▸ What you have to do
Within the records below is a range that opens at the line with "Identify the location" and closes at the line with "Image resolution: width=532". Return that range word for word, both ends included, and only that range.

▸ Input for this task
──────────
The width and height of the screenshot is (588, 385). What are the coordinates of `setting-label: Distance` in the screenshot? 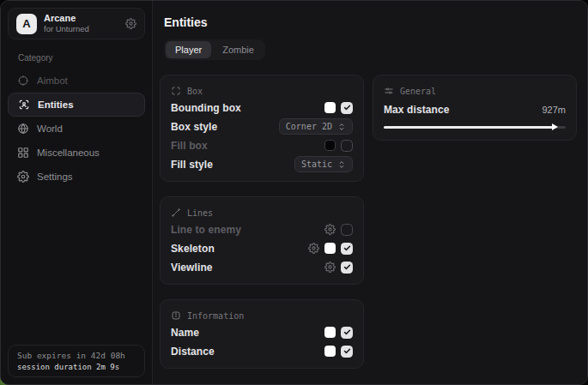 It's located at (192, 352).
──────────
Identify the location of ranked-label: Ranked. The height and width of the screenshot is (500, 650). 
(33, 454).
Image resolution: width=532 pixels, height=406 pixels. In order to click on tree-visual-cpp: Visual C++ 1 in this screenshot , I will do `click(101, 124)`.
──────────
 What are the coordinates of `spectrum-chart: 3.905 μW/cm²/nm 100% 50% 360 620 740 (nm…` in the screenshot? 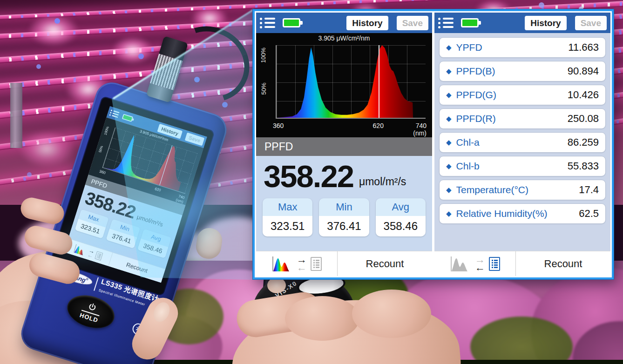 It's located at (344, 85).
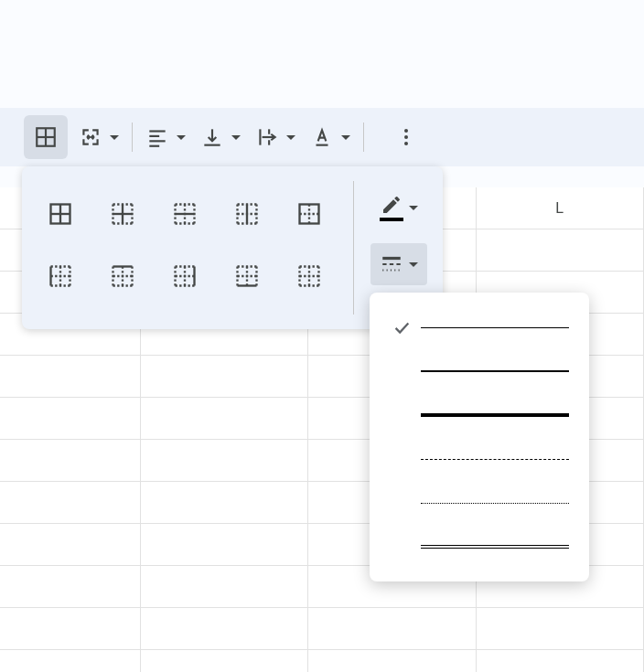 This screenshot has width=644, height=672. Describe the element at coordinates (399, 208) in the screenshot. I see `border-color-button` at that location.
──────────
▸ Task answer
Identify the location of ranked-label: Ranked. The height and width of the screenshot is (500, 650). 
(33, 454).
Image resolution: width=532 pixels, height=406 pixels. In order to click on tree-visual-cpp: Visual C++ 1 in this screenshot , I will do `click(101, 124)`.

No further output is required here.